I
[1arg] A somewhat careful inquiry into these words of Marcus Tullius in his first Oration against Antony: “But many things seem to threaten contrary even to nature and to fate”; and a discussion of the question whether the words “fate” and “nature” mean the same thing or something different.MARCUS CICERO, in his first Oration against Antony, 1 has left us these words: “I hastened then to follow him whom those present did not follow; not that I might be of any service, for I had no hope of that nor could I promise it, but in order that if anything to which human nature is liable should happen to me (and many things seem to threaten contrary even to nature and contrary to fate) I might leave what I have said to-day as a witness to my country of my constant devotion to its interests.” Cicero says “contrary to nature and contrary to fate.” Whether he intended both words, “fate” and “nature,” to have the same meaning and has used two words to designate one thing, 2 or whether he so divided and separated them that nature seems to bring some casualties and fate others, I think ought to be investigated; and this question ought especially to be asked—how it is that he has said that many things to which humanity is liable can happen contrary to fate, when the plan and order and a kind of unconquerable necessity of fate are so ordained that [p. 417] all things must be included within the decrees of fate; unless perhaps he has followed Homer's saying:
Lest, spite of fate, you enter Hades' home.But there is no doubt that Cicero referred to a violent and sudden death, which may properly seem to happen contrary to nature.
3
But why he has put just that kind of death outside the decrees of fate it is not the part of this work to investigate, nor is this the time. The point, however, must not be passed by, that Virgil too had that same opinion about fate which Cicero had, when in his fourth book he said of Elissa, who inflicted a violent death upon herself: 4
For since she perished not by fate's decree,just as if, in making an end of life, those deaths which are violent do not seem to come by fate's decree. Cicero, however, seems to have followed the words of Demosthenes, a man gifted with equal wisdom and eloquence, which express about the same idea concerning nature and fate. For Demosthenes in that splendid oration entitled On the Crown wrote as follows 5 : “He who thinks that he was born only for his parents, awaits the death appointed by fate, the natural death; but he who thinks that he was born also for his country, will be ready to die that he may not see his country enslaved.” What Cicero seems to have called “fate” and “nature,” Demosthenes long before termed “fate” and “the natural death.” For “a natural death” is one which comes in the course of fate and nature, as it were, and is caused by no force from without.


ASSIGNED TASK = Look through the records and report how many lines include the word "intersection", with no other words.

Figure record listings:
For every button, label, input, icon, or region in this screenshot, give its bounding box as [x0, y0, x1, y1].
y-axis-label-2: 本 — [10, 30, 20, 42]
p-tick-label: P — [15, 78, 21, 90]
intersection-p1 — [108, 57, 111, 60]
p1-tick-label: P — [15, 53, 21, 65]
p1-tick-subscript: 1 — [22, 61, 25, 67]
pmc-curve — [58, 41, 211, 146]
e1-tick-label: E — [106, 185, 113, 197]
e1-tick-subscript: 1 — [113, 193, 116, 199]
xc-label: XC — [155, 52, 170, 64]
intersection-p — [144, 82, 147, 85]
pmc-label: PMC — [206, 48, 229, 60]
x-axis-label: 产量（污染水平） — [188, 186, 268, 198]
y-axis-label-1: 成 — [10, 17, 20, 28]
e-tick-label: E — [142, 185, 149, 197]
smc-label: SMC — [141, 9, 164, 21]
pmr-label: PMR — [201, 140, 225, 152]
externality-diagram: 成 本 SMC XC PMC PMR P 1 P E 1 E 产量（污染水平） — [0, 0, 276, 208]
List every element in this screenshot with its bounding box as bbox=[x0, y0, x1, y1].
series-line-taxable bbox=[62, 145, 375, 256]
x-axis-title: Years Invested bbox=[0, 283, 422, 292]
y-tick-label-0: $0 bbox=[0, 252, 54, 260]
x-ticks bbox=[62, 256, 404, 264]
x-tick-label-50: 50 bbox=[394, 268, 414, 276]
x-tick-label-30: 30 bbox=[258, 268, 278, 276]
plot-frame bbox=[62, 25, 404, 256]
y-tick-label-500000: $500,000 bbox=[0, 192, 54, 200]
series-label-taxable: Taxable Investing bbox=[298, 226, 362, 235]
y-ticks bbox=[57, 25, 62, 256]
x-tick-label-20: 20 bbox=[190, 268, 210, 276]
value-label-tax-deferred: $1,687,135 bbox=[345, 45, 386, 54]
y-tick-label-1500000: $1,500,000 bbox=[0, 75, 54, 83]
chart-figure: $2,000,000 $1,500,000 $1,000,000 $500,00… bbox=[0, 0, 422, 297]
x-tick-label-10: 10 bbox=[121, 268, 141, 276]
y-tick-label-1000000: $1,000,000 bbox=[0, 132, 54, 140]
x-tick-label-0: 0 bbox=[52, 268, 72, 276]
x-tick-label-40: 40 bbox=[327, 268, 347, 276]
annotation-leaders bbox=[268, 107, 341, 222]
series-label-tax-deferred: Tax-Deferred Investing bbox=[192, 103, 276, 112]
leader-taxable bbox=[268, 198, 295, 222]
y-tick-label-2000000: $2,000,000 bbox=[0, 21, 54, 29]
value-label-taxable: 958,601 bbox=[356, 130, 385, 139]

ANSWER TO THIS EXERCISE = 2